The $55,319 Question — And Why It Should Never Have Taken This Long
- Kathleen Sposato
- 1 day ago
- 3 min read
For months, one simple question went unanswered:
Who authorized the transfer of $55,319 from the Board of Education’s non-lapsing fund?
It should have been an easy answer.
It wasn’t.
The Runaround
What followed were months of circular conversations, missing documentation, and unanswered requests.
I asked repeatedly:
Why do we keep reporting drastically different balances in that account?
Why did the auditor note a different amount on the Board of Ed books versus the Town's books?
Under what authority was the money moved?
Where was the vote?
Which governing body approved the transfer? Did they have the right to?
No one could provide a clear answer. In fact, I was ignored on multiple occasions for asking these simple questions. Ignored by the people elected to be in charge of YOUR tax dollars.
It wasn’t until I:
Tracked down the applicable Connecticut statute myself
Spoke directly with the town auditor
Reviewed meeting minutes line by line
…that the truth became clear:
The appropriate governing body never voted to transfer the funds. Let that sink in.
The Cost of Avoidance
While basic questions went unanswered, time — and taxpayer dollars — were spent elsewhere.
Legal counsel was consulted.
But here’s the problem:
That legal review was never shared with the full Board of Education.
Despite multiple requests.
Despite documented follow-ups.
Despite the request even appearing in an official meeting packet, after more than 15+ emails, just to have it included publicly.
Transparency shouldn’t require persistence at this level.
The “Resolution”
After months of confusion, the Board of Education ultimately did what should have happened from the start:
We voted to take back the $55,319 and apply it to our own budget — specifically to offset special education overages.
The discussion that led to this decision was telling.
There was:
No acknowledgment of the months of questions
No recognition of the research that uncovered the issue
No explanation of how this happened in the first place
Instead, the conversation was reduced to this:
“Since we are over budget… the easiest thing for everybody concerned would be to take that money from the non-lapsing fund and use it for the special ed over right now…”
That was it.
No accountability.
No transparency.
No reflection.
Why This Matters
This was never just about $55,319.
It was about:
Process
Accountability
Respect for governing authority
Transparency to the public
If a transfer like this can happen without a vote, without documentation, and without clear answers…
What else is being missed?
The Bigger Concern
What’s most troubling is not just the error, but the response to it.
Questions were treated as inconveniences
Information was withheld or delayed
Transparency had to be forced, not offered
And ultimately, the issue was quietly corrected — without addressing how it happened.
That’s not how good governance works.
Moving Forward
The Board of Education made the right decision in the end.
But the path to get there exposed serious gaps that cannot be ignored.
We owe it to the community to ensure:
Decisions are properly authorized
Financial actions are clearly documented
Legal guidance is shared with the full board — not selectively withheld
Questions are answered the first time they are asked
Because residents deserve more than last-minute corrections.
They deserve confidence in the process from the start.
Final Thought
This situation didn’t resolve because the system worked.
It was resolved because someone refused to stop asking questions.
And that should concern everyone.
Legal Disclaimer: The views expressed here are my own and do not represent the official position of the Pomfret Board of Education.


» ASSIGNED TASK: Look through the listing below, and wherever a line has the string "MaleFemale", copy it.
PROVIDED DATA: Begin
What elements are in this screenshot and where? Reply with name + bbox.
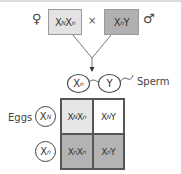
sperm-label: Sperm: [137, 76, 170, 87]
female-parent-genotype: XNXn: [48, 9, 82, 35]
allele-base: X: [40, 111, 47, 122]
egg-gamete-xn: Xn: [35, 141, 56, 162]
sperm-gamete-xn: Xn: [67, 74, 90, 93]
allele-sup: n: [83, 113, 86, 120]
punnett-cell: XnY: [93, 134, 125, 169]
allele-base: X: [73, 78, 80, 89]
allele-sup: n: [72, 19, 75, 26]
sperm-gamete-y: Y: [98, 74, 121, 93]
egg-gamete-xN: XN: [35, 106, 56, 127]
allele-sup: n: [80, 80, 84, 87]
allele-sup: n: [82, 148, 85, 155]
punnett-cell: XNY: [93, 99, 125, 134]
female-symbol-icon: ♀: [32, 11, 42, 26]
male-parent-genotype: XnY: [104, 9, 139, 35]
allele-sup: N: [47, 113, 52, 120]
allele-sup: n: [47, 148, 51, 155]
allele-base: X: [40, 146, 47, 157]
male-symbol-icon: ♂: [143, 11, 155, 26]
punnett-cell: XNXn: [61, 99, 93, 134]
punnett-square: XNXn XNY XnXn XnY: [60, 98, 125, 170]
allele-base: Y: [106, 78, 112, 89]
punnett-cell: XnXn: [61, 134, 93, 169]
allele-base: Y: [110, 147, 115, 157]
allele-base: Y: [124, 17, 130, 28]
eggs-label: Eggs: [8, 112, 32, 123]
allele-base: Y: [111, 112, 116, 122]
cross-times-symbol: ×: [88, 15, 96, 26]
PROVIDED DATA: End
PROVIDED DATA: Begin
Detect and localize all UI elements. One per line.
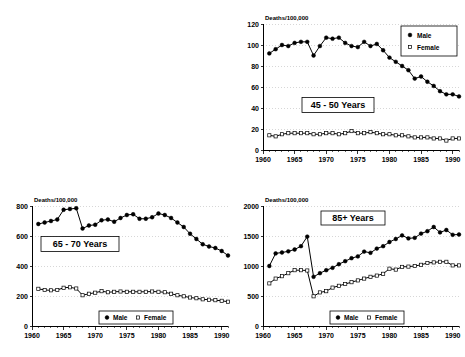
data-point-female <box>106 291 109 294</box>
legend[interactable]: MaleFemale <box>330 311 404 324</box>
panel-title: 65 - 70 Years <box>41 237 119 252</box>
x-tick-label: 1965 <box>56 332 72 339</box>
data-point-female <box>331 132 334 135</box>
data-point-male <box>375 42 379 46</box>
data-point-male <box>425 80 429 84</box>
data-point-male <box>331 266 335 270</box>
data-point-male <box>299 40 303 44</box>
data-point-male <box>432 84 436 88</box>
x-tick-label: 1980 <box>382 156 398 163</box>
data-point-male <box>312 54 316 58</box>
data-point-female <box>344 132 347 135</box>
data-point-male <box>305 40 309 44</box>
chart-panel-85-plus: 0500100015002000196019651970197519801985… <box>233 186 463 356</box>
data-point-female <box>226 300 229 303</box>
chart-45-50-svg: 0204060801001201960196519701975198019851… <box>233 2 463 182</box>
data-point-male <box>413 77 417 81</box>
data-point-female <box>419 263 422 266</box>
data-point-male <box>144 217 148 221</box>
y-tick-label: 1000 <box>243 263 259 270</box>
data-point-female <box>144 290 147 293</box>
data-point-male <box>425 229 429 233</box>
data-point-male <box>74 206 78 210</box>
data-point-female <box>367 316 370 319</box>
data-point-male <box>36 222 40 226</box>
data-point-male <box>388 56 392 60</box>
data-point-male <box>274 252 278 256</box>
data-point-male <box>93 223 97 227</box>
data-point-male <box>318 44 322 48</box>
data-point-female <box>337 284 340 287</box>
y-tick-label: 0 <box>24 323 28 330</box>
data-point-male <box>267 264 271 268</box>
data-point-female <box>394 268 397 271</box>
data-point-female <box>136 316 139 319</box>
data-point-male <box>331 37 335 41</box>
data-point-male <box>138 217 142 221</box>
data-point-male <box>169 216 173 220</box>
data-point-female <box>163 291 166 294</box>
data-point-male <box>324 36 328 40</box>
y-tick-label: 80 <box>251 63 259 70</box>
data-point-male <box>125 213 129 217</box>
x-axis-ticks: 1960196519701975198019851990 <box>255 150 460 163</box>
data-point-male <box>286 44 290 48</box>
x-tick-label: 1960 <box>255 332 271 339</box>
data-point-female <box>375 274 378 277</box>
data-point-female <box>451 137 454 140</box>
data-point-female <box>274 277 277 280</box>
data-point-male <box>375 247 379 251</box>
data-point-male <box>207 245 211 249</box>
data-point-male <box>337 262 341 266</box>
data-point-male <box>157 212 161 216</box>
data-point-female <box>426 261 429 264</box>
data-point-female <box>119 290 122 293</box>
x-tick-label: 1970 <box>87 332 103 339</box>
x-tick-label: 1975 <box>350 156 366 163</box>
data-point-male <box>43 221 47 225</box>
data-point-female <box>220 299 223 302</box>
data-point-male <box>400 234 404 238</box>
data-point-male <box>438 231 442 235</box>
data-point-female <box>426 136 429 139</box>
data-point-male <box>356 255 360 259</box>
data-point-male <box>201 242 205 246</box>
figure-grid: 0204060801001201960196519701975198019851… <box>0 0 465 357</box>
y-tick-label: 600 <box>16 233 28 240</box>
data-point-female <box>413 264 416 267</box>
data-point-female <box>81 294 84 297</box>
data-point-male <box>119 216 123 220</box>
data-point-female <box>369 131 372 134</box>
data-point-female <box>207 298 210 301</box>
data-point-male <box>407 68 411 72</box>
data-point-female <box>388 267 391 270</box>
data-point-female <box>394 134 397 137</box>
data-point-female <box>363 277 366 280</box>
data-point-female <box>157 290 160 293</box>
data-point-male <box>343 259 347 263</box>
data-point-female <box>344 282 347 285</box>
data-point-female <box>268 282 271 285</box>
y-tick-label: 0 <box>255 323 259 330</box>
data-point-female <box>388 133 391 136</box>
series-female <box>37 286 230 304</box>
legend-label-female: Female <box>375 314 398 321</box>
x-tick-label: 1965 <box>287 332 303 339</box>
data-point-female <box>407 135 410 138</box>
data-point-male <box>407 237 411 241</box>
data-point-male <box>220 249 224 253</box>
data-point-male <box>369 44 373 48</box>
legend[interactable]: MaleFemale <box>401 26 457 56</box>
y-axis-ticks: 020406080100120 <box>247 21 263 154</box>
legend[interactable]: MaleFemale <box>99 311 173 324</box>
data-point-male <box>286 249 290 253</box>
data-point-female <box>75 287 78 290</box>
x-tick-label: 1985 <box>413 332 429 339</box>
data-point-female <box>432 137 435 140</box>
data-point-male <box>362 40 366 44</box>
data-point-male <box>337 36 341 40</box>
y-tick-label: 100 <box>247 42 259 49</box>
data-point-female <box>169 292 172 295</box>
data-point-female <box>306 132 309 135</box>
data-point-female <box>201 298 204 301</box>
PROVIDED DATA: End
» EXPECTED ANSWER:
legend[interactable]: MaleFemale <box>330 311 404 324</box>
legend[interactable]: MaleFemale <box>401 26 457 56</box>
legend[interactable]: MaleFemale <box>99 311 173 324</box>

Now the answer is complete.